Plant City Observer

Shoes for Stoves

Courtesy of the GFWC Woman's Club of Plant City

The sight of black soot caking the walls and ceilings of Guatemalan homes was one that stuck with Sherry Scheitler long after her first mission trip to the country last summer. It stained the walls out of necessity — the people needed to cook and all they could afford were open fire pits — but she knew something could be done.

“There’s a big need in Guatemala,” Scheitler said. “The main cause of death for children under 5 is respiratory issues and it’s all because of the smoke from the fires in their homes.”

Since Scheitler and her fellow GracePoint churchgoers left Guatemala in 2018, six clean-burning, vented stoves have been installed in homes. Now she’s hoping to help fund many more with assistance from the GFWC Woman’s Club of Plant City.

GracePoint is getting ready to send the money for 10 stoves to be purchased and installed for $150 each, and the Woman’s Club is attempting to raise the money to send 10 more to Guatemala. To do so, the club has been collecting, cleaning and bagging running shoes to be sold to a nonprofit called Funds2Orgs. With the money earned from the shoe sales, the club can fund the purchase of the stoves in the country.

The group plans to collect and clean used running shoes on April 20 at the Rugged Maniac mud run in Dade City, which Scheitler hopes will help the club raise the rest of the money it needs. After the campaign wraps up — sometime around the club’s May meeting, Scheitler hopes — the money will be sent to a ministry called Little Lambs International that installs the stoves in the homes of need.

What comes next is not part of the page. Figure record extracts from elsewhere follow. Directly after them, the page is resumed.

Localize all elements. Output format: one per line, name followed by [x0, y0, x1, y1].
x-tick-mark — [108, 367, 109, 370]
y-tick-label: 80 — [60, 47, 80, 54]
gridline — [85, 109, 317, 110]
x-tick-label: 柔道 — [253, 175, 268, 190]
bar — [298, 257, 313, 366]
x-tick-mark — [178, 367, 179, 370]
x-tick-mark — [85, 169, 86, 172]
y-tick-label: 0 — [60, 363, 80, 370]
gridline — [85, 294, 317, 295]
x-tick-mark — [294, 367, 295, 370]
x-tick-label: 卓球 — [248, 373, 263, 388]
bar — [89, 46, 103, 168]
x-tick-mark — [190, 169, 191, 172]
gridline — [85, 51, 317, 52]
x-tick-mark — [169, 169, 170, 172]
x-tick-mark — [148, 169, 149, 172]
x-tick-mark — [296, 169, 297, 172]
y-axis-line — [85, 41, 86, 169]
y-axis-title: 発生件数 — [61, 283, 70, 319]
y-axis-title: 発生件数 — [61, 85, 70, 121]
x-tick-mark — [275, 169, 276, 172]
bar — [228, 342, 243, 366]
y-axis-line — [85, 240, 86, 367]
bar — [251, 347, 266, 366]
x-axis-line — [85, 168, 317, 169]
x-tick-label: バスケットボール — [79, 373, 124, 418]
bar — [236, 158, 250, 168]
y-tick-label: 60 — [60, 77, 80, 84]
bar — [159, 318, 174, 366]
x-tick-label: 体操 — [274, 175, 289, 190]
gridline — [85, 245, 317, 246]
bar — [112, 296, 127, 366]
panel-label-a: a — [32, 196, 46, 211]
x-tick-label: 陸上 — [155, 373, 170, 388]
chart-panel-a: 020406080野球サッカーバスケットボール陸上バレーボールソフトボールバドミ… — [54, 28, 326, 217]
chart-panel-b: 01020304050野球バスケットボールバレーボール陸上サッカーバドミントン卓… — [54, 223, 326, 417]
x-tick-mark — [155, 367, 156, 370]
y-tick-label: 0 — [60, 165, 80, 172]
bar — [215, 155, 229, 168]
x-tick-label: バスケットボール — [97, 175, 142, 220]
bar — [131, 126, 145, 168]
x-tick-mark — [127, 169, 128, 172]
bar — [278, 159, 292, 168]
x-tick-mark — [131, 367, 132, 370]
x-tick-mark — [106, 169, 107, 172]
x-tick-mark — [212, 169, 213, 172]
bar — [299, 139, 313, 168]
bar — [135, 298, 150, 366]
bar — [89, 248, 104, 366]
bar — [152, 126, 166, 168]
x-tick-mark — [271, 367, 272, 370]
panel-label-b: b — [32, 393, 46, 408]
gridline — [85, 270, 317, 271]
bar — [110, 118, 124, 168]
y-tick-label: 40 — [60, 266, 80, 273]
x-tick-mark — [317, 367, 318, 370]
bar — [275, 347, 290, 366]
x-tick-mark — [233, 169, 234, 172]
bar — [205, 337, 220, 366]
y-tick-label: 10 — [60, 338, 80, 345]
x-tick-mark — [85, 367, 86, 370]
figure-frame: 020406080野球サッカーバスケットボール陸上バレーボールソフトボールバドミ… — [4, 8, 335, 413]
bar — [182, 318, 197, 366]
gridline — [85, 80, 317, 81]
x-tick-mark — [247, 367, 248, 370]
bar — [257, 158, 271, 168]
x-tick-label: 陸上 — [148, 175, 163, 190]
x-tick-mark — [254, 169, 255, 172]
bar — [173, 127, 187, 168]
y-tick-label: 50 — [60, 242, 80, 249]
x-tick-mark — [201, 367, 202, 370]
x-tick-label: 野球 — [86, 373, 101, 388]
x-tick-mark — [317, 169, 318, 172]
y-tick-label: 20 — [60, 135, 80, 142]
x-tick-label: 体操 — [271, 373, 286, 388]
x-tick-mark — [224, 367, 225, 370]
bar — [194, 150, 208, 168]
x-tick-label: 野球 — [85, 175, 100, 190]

GracePoint members have been traveling to Guatemala for the last seven years and have helped Little Lambs build and establish a campus in that time. Little Lambs primarily works with orphans, but has also branched out to help families acquire the clean-burning stoves. In 2018, Scheitler’s first year visiting the country, several families of the campus’s security personnel were among the first to receive stoves. More were given out to nearby residents after the ministry did some research and learned of people in need not far from the campus.

Scheitler will be back in Guatemala in July and plans to keep the trend going.

“I’m hoping that the week I’m there, we will install stoves in the morning and go talk to more people that might need stoves in the afternoon,” she said.

The Woman’s Club has already rounded up 68 bags, each containing 25 pairs of shoes, to be sold. That’s more than 1,700 pairs obtained since the group started collecting in October 2018.

“We’re real excited about it and just happy to be able to help,” Scheitler said.